Escape character is '^]'.
set /? 0 900 5
cache
STORED
quit
Connection closed by foreign host.
checking:
note that we get a result every time although we stored data
only in the first server
$ curl http://server.lan && echo
cache
$ curl http://server.lan && echo
cache
$ curl http://server.lan && echo
cache
this one is not in the cache so we'll get a response from server.py
$ curl http://server.lan/?q=1 && echo
Hello: 32337
whole picture:
the 2 windows on the right are
memcached -p 11211 -U o -vv
and
memcached -p 11212 -U o -vv
I am using nginx + uwsgi over a flask app. In nginx settings the server block is having server_name *.mydomain.com; and location block for uwsgi is like
location /api/ {
include uwsgi_params;
uwsgi_pass unix:///var/uwsgi/app.sock;
.........
}
so the issue is I can access app.mydomain.com, but when i am trying app1.mydomain.com uwsgi log is not showing any request. nginx error log is showing
upstream timed out (110: Connection timed out) while reading response header from upstream, client: 122.166.94.231, server: *.mydomain.com, request: "GET /api/client/generic/ping HTTP/1.1", upstream: "uwsgi://unix:///var/uwsgi/app.sock", host: "app1.mydomain.com
I have another test setup where all these settings are same and its working. Any pointers? When i restart uwsgi and nginx app1.mydomain.com works, until i load app.mydomain.com (initial load of app.mydomain.com fails, but if i keep on refreshing it loads then app1.mydomain.com raises 504 gateway timeout and log shows Connection timed out while reading response header from upstream).
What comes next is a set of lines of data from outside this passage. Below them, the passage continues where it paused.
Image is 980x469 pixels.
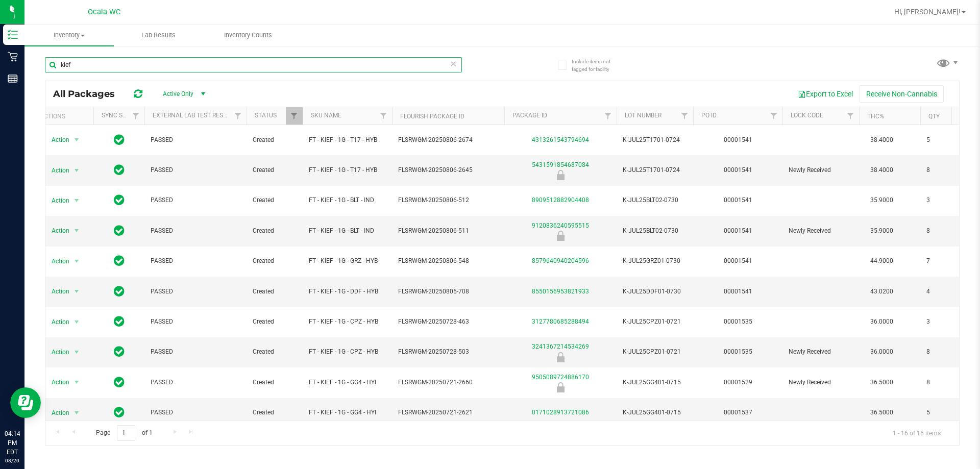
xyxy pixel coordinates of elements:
[865,345,899,359] span: 36.0000
[788,347,853,357] span: Newly Received
[724,227,753,234] a: 00001541
[532,288,589,295] a: 8550156953821933
[503,231,618,241] div: Newly Received
[788,378,853,388] span: Newly Received
[865,405,899,420] span: 36.5000
[71,345,83,359] span: select
[398,166,499,175] span: FLSRWGM-20250806-2645
[252,166,296,175] span: Created
[309,166,386,175] span: FT - KIEF - 1G - T17 - HYB
[503,352,618,362] div: Newly Received
[42,132,70,147] span: Action
[532,257,589,264] a: 8579640940204596
[398,347,499,357] span: FLSRWGM-20250728-503
[865,285,899,299] span: 43.0200
[45,57,462,72] input: Search Package ID, Item Name, SKU, Lot or Part Number...
[150,378,241,388] span: PASSED
[398,408,499,417] span: FLSRWGM-20250721-2621
[532,318,589,325] a: 3127780685288494
[928,113,940,120] a: Qty
[926,347,965,357] span: 8
[532,197,589,204] a: 8909512882904408
[724,318,753,325] a: 00001535
[625,112,661,119] a: Lot Number
[71,254,83,269] span: select
[765,107,782,124] a: Filter
[210,30,285,39] span: Inventory Counts
[788,166,853,175] span: Newly Received
[150,286,241,296] span: PASSED
[449,57,456,71] span: Clear
[503,382,618,393] div: Newly Received
[398,135,499,145] span: FLSRWGM-20250806-2674
[309,378,386,388] span: FT - KIEF - 1G - GG4 - HYI
[255,112,277,119] a: Status
[309,135,386,145] span: FT - KIEF - 1G - T17 - HYB
[532,222,589,229] a: 9120836240595515
[150,195,241,205] span: PASSED
[150,347,241,357] span: PASSED
[884,425,949,440] span: 1 - 16 of 16 items
[8,73,18,84] inline-svg: Reports
[867,113,884,120] a: THC%
[252,408,296,417] span: Created
[865,314,899,329] span: 36.0000
[623,256,687,266] span: K-JUL25GRZ01-0730
[572,57,623,73] span: Include items not tagged for facility
[375,107,392,124] a: Filter
[503,170,618,180] div: Newly Received
[71,285,83,299] span: select
[724,257,753,264] a: 00001541
[4,456,20,465] p: 08/20
[926,256,965,266] span: 7
[532,343,589,350] a: 3241367214534269
[623,347,687,357] span: K-JUL25CPZ01-0721
[702,112,717,119] a: PO ID
[8,30,18,39] inline-svg: Inventory
[42,285,70,299] span: Action
[42,163,70,177] span: Action
[398,226,499,235] span: FLSRWGM-20250806-511
[4,430,20,456] p: 04:14 PM EDT
[150,317,241,327] span: PASSED
[926,408,965,417] span: 5
[150,226,241,235] span: PASSED
[252,378,296,388] span: Created
[623,195,687,205] span: K-JUL25BLT02-0730
[114,285,124,299] span: In Sync
[842,107,859,124] a: Filter
[865,193,899,208] span: 35.9000
[114,405,124,420] span: In Sync
[150,408,241,417] span: PASSED
[724,409,753,416] a: 00001537
[88,8,121,16] span: Ocala WC
[71,163,83,177] span: select
[398,256,499,266] span: FLSRWGM-20250806-548
[71,375,83,389] span: select
[926,135,965,145] span: 5
[252,317,296,327] span: Created
[230,107,246,124] a: Filter
[398,378,499,388] span: FLSRWGM-20250721-2660
[398,286,499,296] span: FLSRWGM-20250805-708
[926,378,965,388] span: 8
[623,408,687,417] span: K-JUL25GG401-0715
[309,256,386,266] span: FT - KIEF - 1G - GRZ - HYB
[53,89,125,99] span: All Packages
[623,378,687,388] span: K-JUL25GG401-0715
[791,85,859,103] button: Export to Excel
[128,30,190,39] span: Lab Results
[150,135,241,145] span: PASSED
[309,408,386,417] span: FT - KIEF - 1G - GG4 - HYI
[114,193,124,208] span: In Sync
[926,226,965,235] span: 8
[42,224,70,238] span: Action
[71,132,83,147] span: select
[532,161,589,168] a: 5431591854687084
[114,253,124,268] span: In Sync
[71,405,83,420] span: select
[724,166,753,174] a: 00001541
[42,345,70,359] span: Action
[311,112,342,119] a: SKU Name
[252,226,296,235] span: Created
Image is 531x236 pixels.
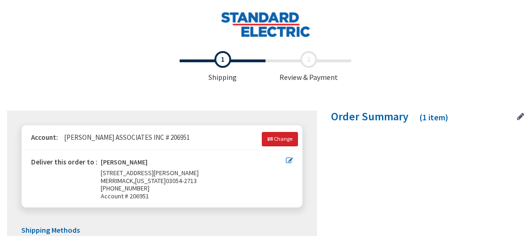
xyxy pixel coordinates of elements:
[419,112,448,122] span: (1 item)
[179,51,265,83] span: Shipping
[265,51,351,83] span: Review & Payment
[101,176,135,185] span: MERRIMACK,
[274,135,292,142] span: Change
[101,168,198,177] span: [STREET_ADDRESS][PERSON_NAME]
[135,176,166,185] span: [US_STATE]
[220,12,311,37] img: Standard Electric
[101,158,147,169] strong: [PERSON_NAME]
[331,109,408,123] span: Order Summary
[166,176,197,185] span: 03054-2713
[59,133,190,141] span: [PERSON_NAME] ASSOCIATES INC # 206951
[31,133,58,141] strong: Account:
[101,192,286,200] span: Account # 206951
[101,184,149,192] span: [PHONE_NUMBER]
[31,157,97,166] strong: Deliver this order to :
[262,132,298,146] a: Change
[21,226,302,234] h5: Shipping Methods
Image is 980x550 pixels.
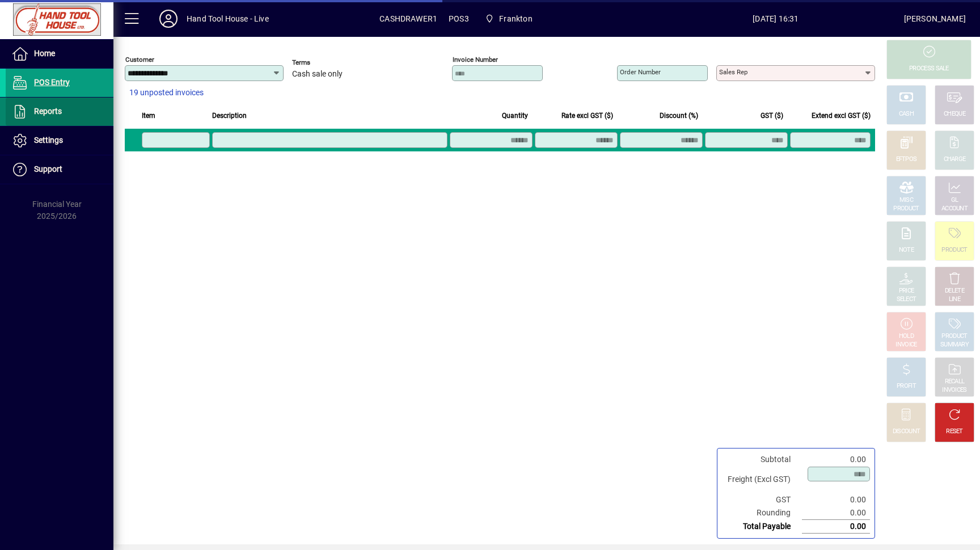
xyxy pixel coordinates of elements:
[34,136,63,145] span: Settings
[802,453,870,467] td: 0.00
[722,467,802,494] td: Freight (Excl GST)
[722,453,802,467] td: Subtotal
[659,109,698,122] span: Discount (%)
[802,494,870,506] td: 0.00
[141,109,156,122] span: Item
[34,77,70,87] span: POS Entry
[893,205,919,213] div: PRODUCT
[292,59,360,67] span: Terms
[940,341,968,350] div: SUMMARY
[802,506,870,521] td: 0.00
[941,205,967,213] div: ACCOUNT
[452,56,498,63] mat-label: Invoice number
[562,109,613,122] span: Rate excl GST ($)
[719,68,748,76] mat-label: Sales rep
[187,9,269,28] div: Hand Tool House - Live
[480,8,537,29] span: Frankton
[942,387,967,395] div: INVOICES
[6,126,114,155] a: Settings
[941,333,967,341] div: PRODUCT
[34,49,55,58] span: Home
[899,333,913,341] div: HOLD
[212,109,247,122] span: Description
[899,196,913,205] div: MISC
[802,521,870,534] td: 0.00
[502,109,528,122] span: Quantity
[34,164,62,174] span: Support
[949,296,960,304] div: LINE
[449,9,469,28] span: POS3
[945,287,964,296] div: DELETE
[945,428,963,436] div: RESET
[897,296,916,304] div: SELECT
[896,341,916,350] div: INVOICE
[896,156,917,164] div: EFTPOS
[899,287,914,296] div: PRICE
[899,246,913,254] div: NOTE
[892,428,919,436] div: DISCOUNT
[125,83,208,104] button: 19 unposted invoices
[812,109,871,122] span: Extend excl GST ($)
[722,494,802,506] td: GST
[904,9,966,28] div: [PERSON_NAME]
[130,87,204,99] span: 19 unposted invoices
[944,110,965,119] div: CHEQUE
[499,9,532,28] span: Frankton
[722,506,802,521] td: Rounding
[722,521,802,534] td: Total Payable
[380,9,437,28] span: CASHDRAWER1
[34,107,61,115] span: Reports
[292,70,343,79] span: Cash sale only
[150,8,187,29] button: Profile
[125,56,154,63] mat-label: Customer
[6,40,114,68] a: Home
[760,109,783,122] span: GST ($)
[620,68,661,76] mat-label: Order number
[944,156,966,164] div: CHARGE
[951,196,958,205] div: GL
[909,65,949,73] div: PROCESS SALE
[897,382,916,391] div: PROFIT
[6,156,114,184] a: Support
[899,110,913,119] div: CASH
[941,246,967,254] div: PRODUCT
[945,378,965,387] div: RECALL
[647,9,904,28] span: [DATE] 16:31
[6,98,114,126] a: Reports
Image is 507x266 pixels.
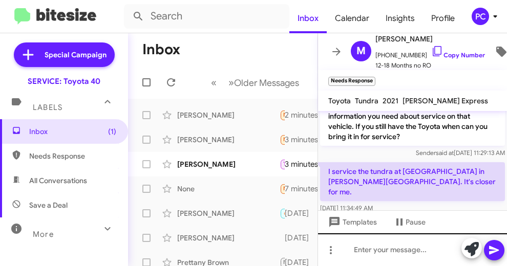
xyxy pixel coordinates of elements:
span: Try Pausing [283,161,313,167]
div: No not yet [280,183,285,195]
span: [DATE] 11:34:49 AM [320,204,373,212]
span: Special Campaign [45,50,107,60]
p: Hi [PERSON_NAME] this is [PERSON_NAME] at Ourisman Toyota 40. I just wanted to check back about y... [320,76,505,146]
div: [PERSON_NAME] [177,159,280,169]
h1: Inbox [142,41,180,58]
div: PC [472,8,489,25]
span: Toyota [328,96,351,105]
span: Needs Response [283,136,327,143]
span: Labels [33,103,62,112]
a: Special Campaign [14,42,115,67]
div: None [177,184,280,194]
span: Needs Response [29,151,116,161]
span: Templates [326,213,377,231]
span: M [356,43,366,59]
div: Getting close to 100k be in then [280,109,285,121]
span: Inbox [29,126,116,137]
a: Copy Number [431,51,485,59]
span: said at [436,149,454,157]
div: [PERSON_NAME] [177,110,280,120]
span: Sender [DATE] 11:29:13 AM [416,149,505,157]
button: PC [463,8,496,25]
span: » [228,76,234,89]
span: 2021 [382,96,398,105]
div: Thank you, we look forward to hearing from you soon. [280,233,285,243]
a: Inbox [289,4,327,33]
div: 3 minutes ago [285,135,342,145]
nav: Page navigation example [205,72,305,93]
span: 12-18 Months no RO [375,60,485,71]
span: All Conversations [29,176,87,186]
span: Needs Response [283,185,327,192]
span: Older Messages [234,77,299,89]
div: I service the tundra at [GEOGRAPHIC_DATA] in [PERSON_NAME][GEOGRAPHIC_DATA]. It's closer for me. [280,134,285,145]
div: SERVICE: Toyota 40 [28,76,100,87]
button: Pause [385,213,434,231]
a: Profile [423,4,463,33]
span: [PERSON_NAME] Express [402,96,488,105]
div: Hello, unfortunately we are fully booked for [DATE]. Did you have a different day and time in mind? [280,207,285,219]
a: Calendar [327,4,377,33]
span: 🔥 Hot [283,210,301,217]
input: Search [124,4,289,29]
div: [PERSON_NAME] [177,135,280,145]
span: Pause [406,213,425,231]
div: [PERSON_NAME] [177,233,280,243]
span: Not-Interested [283,259,323,266]
div: 3 minutes ago [285,159,342,169]
a: Insights [377,4,423,33]
div: [DATE] [285,208,317,219]
button: Templates [318,213,385,231]
span: « [211,76,217,89]
span: (1) [108,126,116,137]
button: Previous [205,72,223,93]
small: Needs Response [328,77,375,86]
span: [PERSON_NAME] [375,33,485,45]
div: [DATE] [285,233,317,243]
p: I service the tundra at [GEOGRAPHIC_DATA] in [PERSON_NAME][GEOGRAPHIC_DATA]. It's closer for me. [320,162,505,201]
button: Next [222,72,305,93]
div: [PERSON_NAME] [177,208,280,219]
span: Save a Deal [29,200,68,210]
div: I got service at a different location, just didn't have an hour to wait. [280,158,285,170]
div: 2 minutes ago [285,110,342,120]
div: 7 minutes ago [285,184,342,194]
span: Tundra [355,96,378,105]
span: Needs Response [283,112,327,118]
span: [PHONE_NUMBER] [375,45,485,60]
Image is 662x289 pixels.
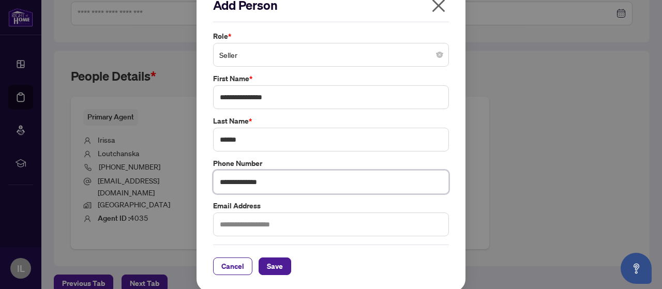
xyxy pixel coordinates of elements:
label: Email Address [213,200,449,211]
span: close-circle [436,52,442,58]
label: First Name [213,73,449,84]
span: Seller [219,45,442,65]
button: Open asap [620,253,651,284]
span: Cancel [221,258,244,274]
span: Save [267,258,283,274]
label: Last Name [213,115,449,127]
label: Phone Number [213,158,449,169]
button: Save [258,257,291,275]
label: Role [213,30,449,42]
button: Cancel [213,257,252,275]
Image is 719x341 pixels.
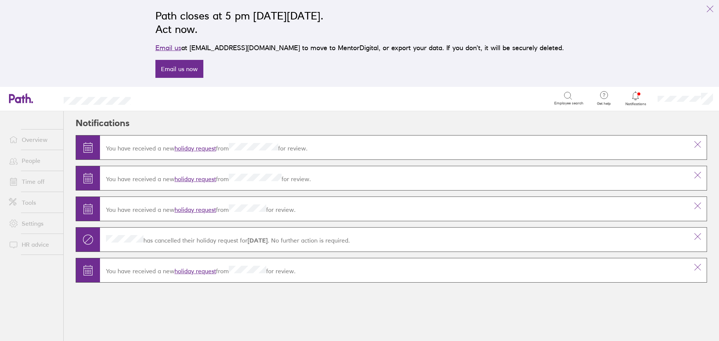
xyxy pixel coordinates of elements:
p: has cancelled their holiday request for . No further action is required. [106,235,682,244]
h2: Path closes at 5 pm [DATE][DATE]. Act now. [155,9,564,36]
a: holiday request [174,175,216,183]
p: You have received a new from for review. [106,174,682,183]
p: You have received a new from for review. [106,204,682,213]
a: Time off [3,174,63,189]
a: HR advice [3,237,63,252]
h2: Notifications [76,111,130,135]
a: holiday request [174,144,216,152]
a: Overview [3,132,63,147]
a: People [3,153,63,168]
span: Employee search [554,101,583,106]
a: Settings [3,216,63,231]
div: Search [151,95,170,101]
a: holiday request [174,267,216,275]
span: Notifications [623,102,648,106]
a: Email us [155,44,181,52]
strong: [DATE] [247,237,268,244]
p: at [EMAIL_ADDRESS][DOMAIN_NAME] to move to MentorDigital, or export your data. If you don’t, it w... [155,43,564,53]
a: holiday request [174,206,216,213]
a: Email us now [155,60,203,78]
p: You have received a new from for review. [106,143,682,152]
a: Notifications [623,91,648,106]
a: Tools [3,195,63,210]
p: You have received a new from for review. [106,266,682,275]
span: Get help [591,101,616,106]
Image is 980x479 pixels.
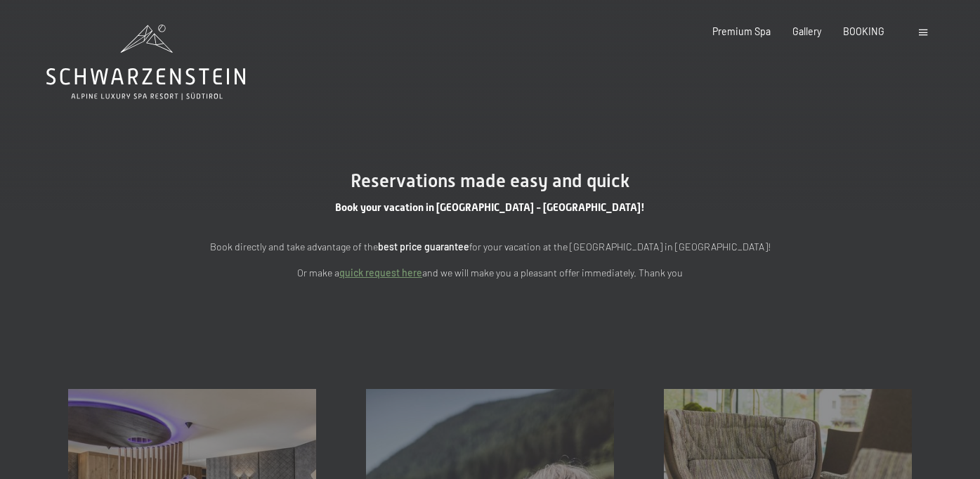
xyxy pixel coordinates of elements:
span: Book your vacation in [GEOGRAPHIC_DATA] - [GEOGRAPHIC_DATA]! [335,201,645,214]
span: Reservations made easy and quick [351,170,630,191]
p: Book directly and take advantage of the for your vacation at the [GEOGRAPHIC_DATA] in [GEOGRAPHIC... [182,239,799,256]
a: Premium Spa [712,25,771,37]
a: quick request here [340,267,422,278]
a: BOOKING [844,25,884,37]
a: Gallery [792,25,821,37]
strong: best price guarantee [378,241,469,252]
p: Or make a and we will make you a pleasant offer immediately. Thank you [182,265,799,282]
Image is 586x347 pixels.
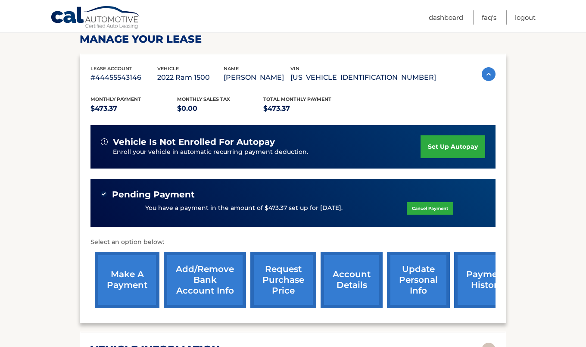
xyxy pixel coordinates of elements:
[263,103,350,115] p: $473.37
[157,72,224,84] p: 2022 Ram 1500
[387,252,450,308] a: update personal info
[482,10,496,25] a: FAQ's
[177,96,230,102] span: Monthly sales Tax
[91,237,496,247] p: Select an option below:
[113,147,421,157] p: Enroll your vehicle in automatic recurring payment deduction.
[50,6,141,31] a: Cal Automotive
[429,10,463,25] a: Dashboard
[91,66,132,72] span: lease account
[224,66,239,72] span: name
[113,137,275,147] span: vehicle is not enrolled for autopay
[454,252,519,308] a: payment history
[145,203,343,213] p: You have a payment in the amount of $473.37 set up for [DATE].
[157,66,179,72] span: vehicle
[421,135,485,158] a: set up autopay
[91,96,141,102] span: Monthly Payment
[321,252,383,308] a: account details
[80,33,506,46] h2: Manage Your Lease
[290,66,300,72] span: vin
[263,96,331,102] span: Total Monthly Payment
[101,138,108,145] img: alert-white.svg
[112,189,195,200] span: Pending Payment
[91,72,157,84] p: #44455543146
[250,252,316,308] a: request purchase price
[177,103,264,115] p: $0.00
[407,202,453,215] a: Cancel Payment
[224,72,290,84] p: [PERSON_NAME]
[95,252,159,308] a: make a payment
[164,252,246,308] a: Add/Remove bank account info
[290,72,436,84] p: [US_VEHICLE_IDENTIFICATION_NUMBER]
[515,10,536,25] a: Logout
[101,191,107,197] img: check-green.svg
[91,103,177,115] p: $473.37
[482,67,496,81] img: accordion-active.svg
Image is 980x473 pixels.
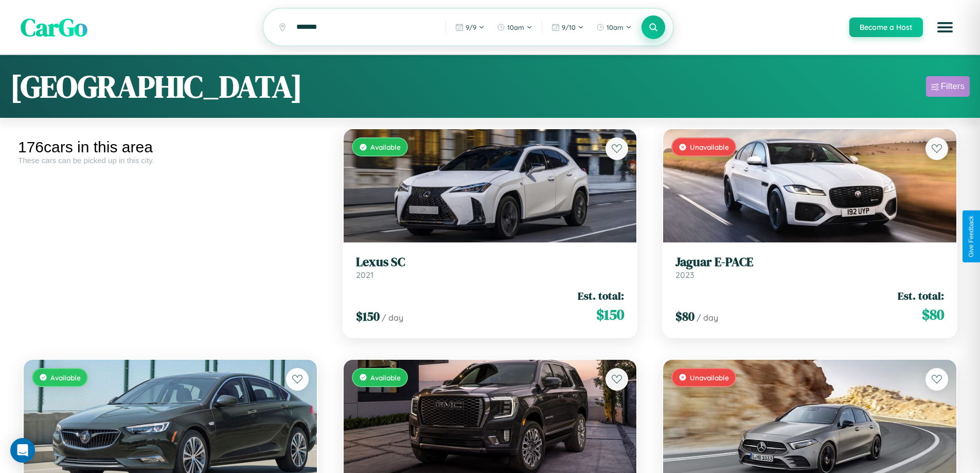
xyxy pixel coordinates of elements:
[596,304,624,325] span: $ 150
[690,143,729,151] span: Unavailable
[10,65,303,107] h1: [GEOGRAPHIC_DATA]
[356,308,380,325] span: $ 150
[356,269,374,280] span: 2021
[926,76,970,97] button: Filters
[546,19,589,36] button: 9/10
[922,304,944,325] span: $ 80
[18,138,323,156] div: 176 cars in this area
[10,438,35,463] div: Open Intercom Messenger
[676,255,944,269] h3: Jaguar E-PACE
[370,143,401,151] span: Available
[968,215,975,258] div: Give Feedback
[931,13,960,41] button: Open menu
[676,255,944,280] a: Jaguar E-PACE2023
[697,313,718,323] span: / day
[50,373,81,382] span: Available
[382,313,404,323] span: / day
[676,308,695,325] span: $ 80
[606,23,623,31] span: 10am
[591,19,637,36] button: 10am
[18,156,323,165] div: These cars can be picked up in this city.
[356,255,625,269] h3: Lexus SC
[356,255,625,280] a: Lexus SC2021
[562,23,576,31] span: 9 / 10
[849,18,923,37] button: Become a Host
[21,10,87,44] span: CarGo
[492,19,538,36] button: 10am
[370,373,401,382] span: Available
[676,269,694,280] span: 2023
[898,288,944,303] span: Est. total:
[690,373,729,382] span: Unavailable
[941,82,965,92] div: Filters
[507,23,524,31] span: 10am
[450,19,490,36] button: 9/9
[578,288,624,303] span: Est. total:
[466,23,477,31] span: 9 / 9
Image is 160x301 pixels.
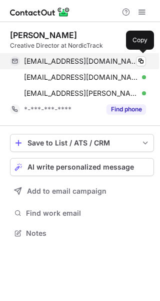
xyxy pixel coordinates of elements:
[10,206,154,220] button: Find work email
[24,57,139,66] span: [EMAIL_ADDRESS][DOMAIN_NAME]
[10,226,154,240] button: Notes
[24,73,139,82] span: [EMAIL_ADDRESS][DOMAIN_NAME]
[10,158,154,176] button: AI write personalized message
[10,30,77,40] div: [PERSON_NAME]
[28,139,137,147] div: Save to List / ATS / CRM
[28,163,134,171] span: AI write personalized message
[10,41,154,50] div: Creative Director at NordicTrack
[27,187,107,195] span: Add to email campaign
[10,134,154,152] button: save-profile-one-click
[26,209,150,218] span: Find work email
[107,104,146,114] button: Reveal Button
[10,6,70,18] img: ContactOut v5.3.10
[26,229,150,238] span: Notes
[10,182,154,200] button: Add to email campaign
[24,89,139,98] span: [EMAIL_ADDRESS][PERSON_NAME][DOMAIN_NAME]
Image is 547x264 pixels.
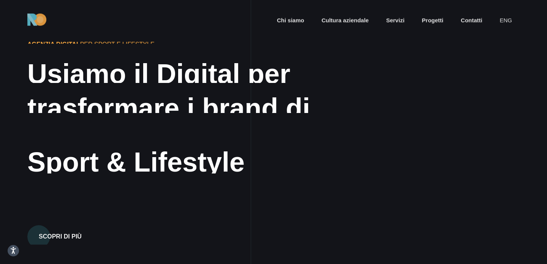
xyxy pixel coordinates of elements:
div: per Sport e Lifestyle [27,40,232,49]
div: Usiamo il Digital per [27,59,313,89]
img: Ride On Agency Logo [27,14,46,26]
div: prossime Big Hit. [27,200,313,230]
a: Scopri di più [27,216,93,248]
a: Servizi [385,16,405,25]
div: trasformare i brand di [27,93,313,123]
a: Chi siamo [276,16,305,25]
div: Sport & Lifestyle nelle [27,147,313,207]
a: eng [499,16,513,25]
a: Contatti [460,16,483,25]
button: Scopri di più [27,225,93,248]
a: Cultura aziendale [321,16,369,25]
span: Agenzia Digital [27,41,80,47]
a: Progetti [421,16,444,25]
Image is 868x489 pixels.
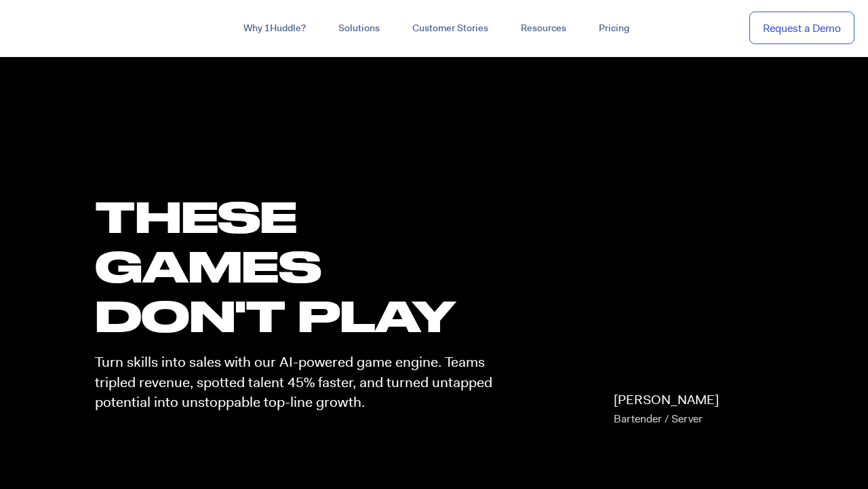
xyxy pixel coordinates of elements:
[95,352,504,412] p: Turn skills into sales with our AI-powered game engine. Teams tripled revenue, spotted talent 45%...
[614,390,719,428] p: [PERSON_NAME]
[749,11,854,45] a: Request a Demo
[396,17,504,41] a: Customer Stories
[14,15,110,41] img: ...
[582,17,646,41] a: Pricing
[322,17,396,41] a: Solutions
[614,411,702,426] span: Bartender / Server
[504,17,582,41] a: Resources
[227,17,322,41] a: Why 1Huddle?
[95,191,504,340] h1: these GAMES DON'T PLAY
It worked when I added single-interpreter = true in uwsgi.ini settings.
A newly added python library was causing the issue.
Don't know whether this will help others.
I also ran into the same issue. uWSGI has "http", "http-socket" and "socket" options. When putting uWSGI behind a full webserver like Nginx, we should spawn uWSGI to natively speak the uWSGI protocol:
uwsgi --socket 127.0.0.1:3031 --wsgi-file foobar.py --master --processes 4 --threads 2 --stats 127.0.0.1:9191
More details from uwsgi documentation: https://uwsgi-docs.readthedocs.io/en/latest/WSGIquickstart.html#putting-behind-a-full-webserver
Looking at the uwsgi error logs and understanding what the problem is helped me. Issue was not related to Nginx configurations at all. My email host has changed and the code threw error while calling the send email code.